Fortunately the original blog remains live to this day with the original cyber handle – Msend, but the untidy lacuna provided incontrovertible proof of tampering with evidence. Simple deduction and comparison of the website and paper copy ought to have been enough to dismiss the complaint there and then. I have still not been able to establish the source, or any reason why it was accepted into evidence, and the authorities have not investigated.

Since there were no statutory limitations, the public prosecutor took from 14 March to 15 August 2010 to formally bring charges, and set my first hearing In Dubai first court of instance for the 29th September 2010. On the eve of the hearing CPJ (a US organisation advocating journalists’ rights) issued a public statement calling upon the UAE authorities to return my passport.

Dubai courts are frenetic, stressful and redolent of schadenfreude. Being categorised as a de facto criminal is a cold and demeaning experience. All cases are heard together in a roll call absent of nomenclature, but my numerous court appearances provided vivid memories. The case of the Filipino, the Indian, the Bangladeshi, the Nigerian, the Brit, the Canadian and the Chinese each paraded in handcuffs and charged with bouncing a cheque. Their attempts to succinctly summarise how they fell foul of Dickensian debtor laws as the judge’s attention ebbed away was enough to break your heart.

On five consecutive occasions the prosecution witness called by my lawyer failed to appear, providing the basis for multiple adjournments. He received no fine or sanction from the court. On three occasions I was told to expect judgment, only for two further adjournments to occur. The mental build up was mentally and physically exhausting, and it was very difficult for loved ones to cope with my swings in emotion. Yet, it was the anticlimax which I personally found so hard. You have to come back up.
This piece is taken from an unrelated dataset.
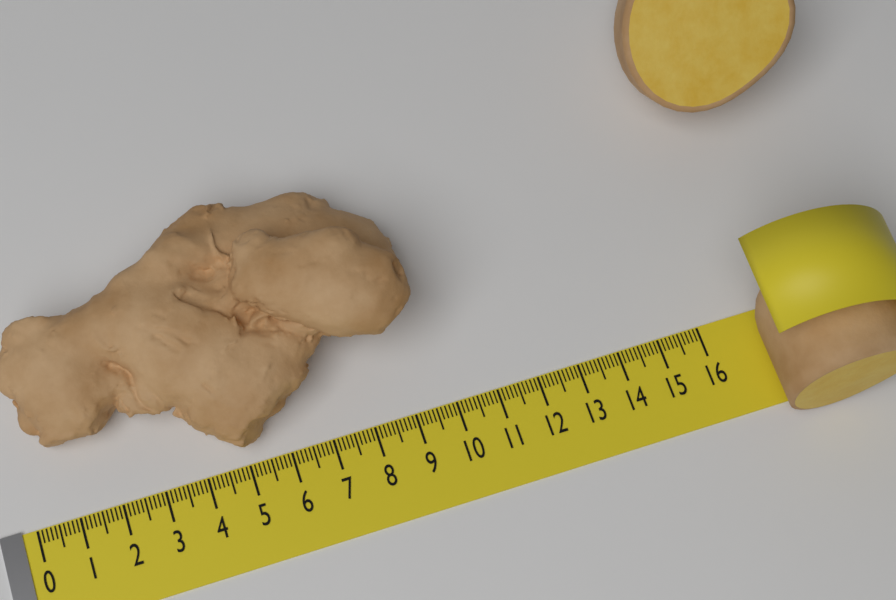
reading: 9.7 cm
First it is a leap, but slowly it diminishes to a crawl as time passes and the recurrence exacts its toll.

We were informed 30 May 2011 was fixed as the date for judgment, but this time the lawyer told me to stay at home. That decision in itself made me apprehensive. “If the judge passes a sentence I will immediately make an appeal if there is any custodial term,” he said. According to him the verdict would be delivered in court between 10am and 1pm. The night before, I was pondering the obliqueness that if something went wrong the next day; that if my lawyer failed to make the application or if somebody simply said no, then jail might beckon.

At 9.30am my landline rang. “Can’t be the lawyer – he never calls on that number,” I thought. It was. “Can you sit down?” he spoke quietly. “It is good news. You have been cleared of all charges.” So that was it. The day that unfolded was probably one of the most emotionally draining I have ever experienced. I recall more than anyone my remarkable and steadfast partner Leah, whom I have always tried to distance from the subterfuge yet she would not have any of it. Her elation and joy that day turned to a tsunami of love.

During those 22 months the support I received, from the Media Legal Defence Initiative and International Senior Lawyers Project in particular, guided me through the myriad twists and turns. I remain committed to exposing whoever or whatever is behind an ordeal that has taken me professionally and personally to the brink, but the prospect of financing a legal case is daunting. My case demonstrates that it remains all too easy to stifle opinion in the Gulf.

Since my acquittal I have continued to experience frustrations. After holding my laptop for almost two years the police now say they have lost it. Loss is one thing but losing a piece of evidence is unforgiveable. I am also fighting a large fine for overstaying my visa despite the fact the police held my passport for two years.

In the months that have passed I have had a liberty of sort. However it was a liberty spent in the shadows, unable to work or leave the country, but there has been ample time for reflection.

The challenges we face offer a chance to remind ourselves of what we have, and that obstacles are often opportunities in disguise. Frequently we subconsciously imprison ourselves in a construct of our own making. For the jail without bars is an invention of the ego. It is only by reaching through the bars of our imagined cell, and grasping the hand on the outside, that we can be truly free.